Preparing for release

If prisoners are not adequately prepared for release, high rates of reoffending are to be expected.

Education within prisons is an obvious way of improving post-release employment prospects. There is some success here: 23% of prisoners being discharged achieved a qualification while in gaol. Almost all of those (20%) were trade certificates, though some people resumed secondary school studies.

But almost two-thirds of prisoners leave gaol without a job to go to. Secure employment is one of the essentials in avoiding reoffending and in turning lives around.

It’s a similar picture with accommodation.

Does it have to be like this?

Of course not. It’s like this because the community, and its leaders, have so little understanding of the people it puts in prison.

Collectively, we have made a choice. We have chosen to adhere to the idea that prison deters crime, when all the evidence shows that it doesn’t; that punishment, not rehabilitation, should be the main purpose of the criminal justice system; and that people living those desperate lives do so because it’s what they want.

Many other countries – the Scandinavian nations stand out – have demonstrated that other approaches work far better. Rehabilitation can work, but only if you’re serious about it. The single-minded focus on retribution and punishment may make victims and politicians feel better but it ensures that future crimes are committed rather than avoided.

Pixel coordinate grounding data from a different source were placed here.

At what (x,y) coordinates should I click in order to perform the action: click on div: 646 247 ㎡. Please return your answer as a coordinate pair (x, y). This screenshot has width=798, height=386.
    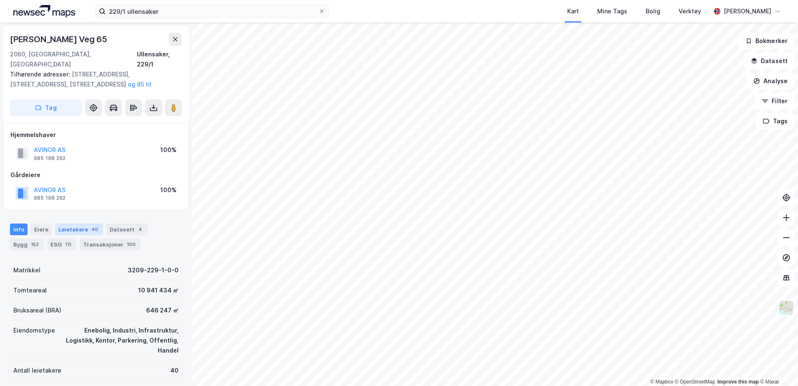
    Looking at the image, I should click on (162, 310).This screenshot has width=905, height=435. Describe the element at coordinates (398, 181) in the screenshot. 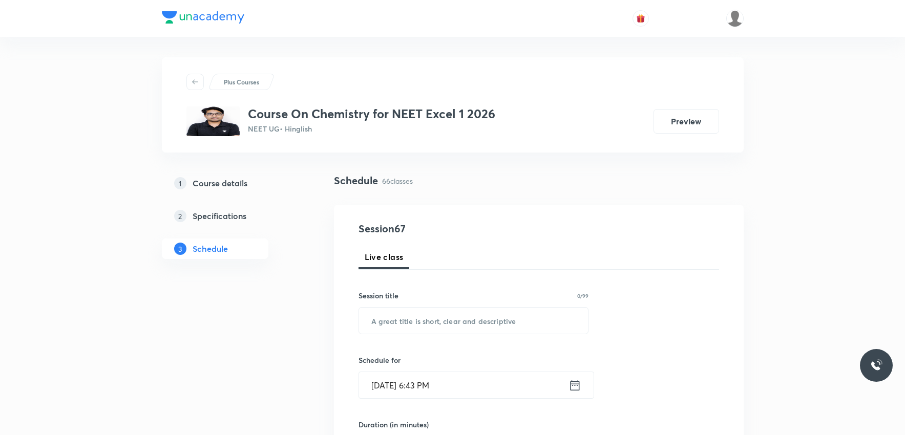

I see `p: 66 classes` at that location.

Those beliefs are not based on evidence, and they’re certainly not based on common humanity. And our indulgence is costing us a lot of money, it’s endangering our safety, and it’s ruining far too many lives.


Popular posts

  Labor: the fightback begins The Albanese Labor Party’s fight to retain government is under way. Despite doomsayers, a swag of evidence points to a second win – and an increased majority.
  The Public Service: back in from the cold The Albanese government has begun to rebuild Australia’s shattered Public Service. The government’s fate depends on it – but there’s much still to do.
Medicare is bleeding to death. Will Labor ever do anything about it? GP visits are down 37% since the government took office. But all we get is spin.
  The Peter Principle and the Dark Triad: why we have such lousy leaders. The machinations inherent in modern political parties keep many of the best people away from public life and promote some of the worst.
  Have the Greens already peaked? The Australian Greens are betting their future on a high-risk switch to hard-left opportunistic populism. It could backfire.
Transformation of a nation. In a little over 50 years, Australia changed from a dull, arid, insular monoculture into one of the most diverse nations on earth. It hasn’t been easy and it’s not over yet. I lived through it all, so it’s my story too.
It’s doing your head in: the hidden mental toll of all those crises. We live in a time of anguish: interest rates, cost of living, rents, mortgages, healthcare, the pandemic, the GFC, job insecurity, climate change. It’s having its consequences.
  That very silly stadium in Hobart. The saga of a billion-dollar football stadium encompasses tragedy and farce – and reveals familiar folly at the core of government policy-making.
The increasingly unacceptable faces of capitalism. The corporate world has seldom been held in more contempt than right now. It goes far beyond Qantas and PWC to strike at the heart of the way global business functions.
  Can liberal democracy survive? Yes, actually. The fear and angst in western democracies is palpable. The threat from populists of the right is serious. But the reasons driving all this aren’t the ones you’ve been told.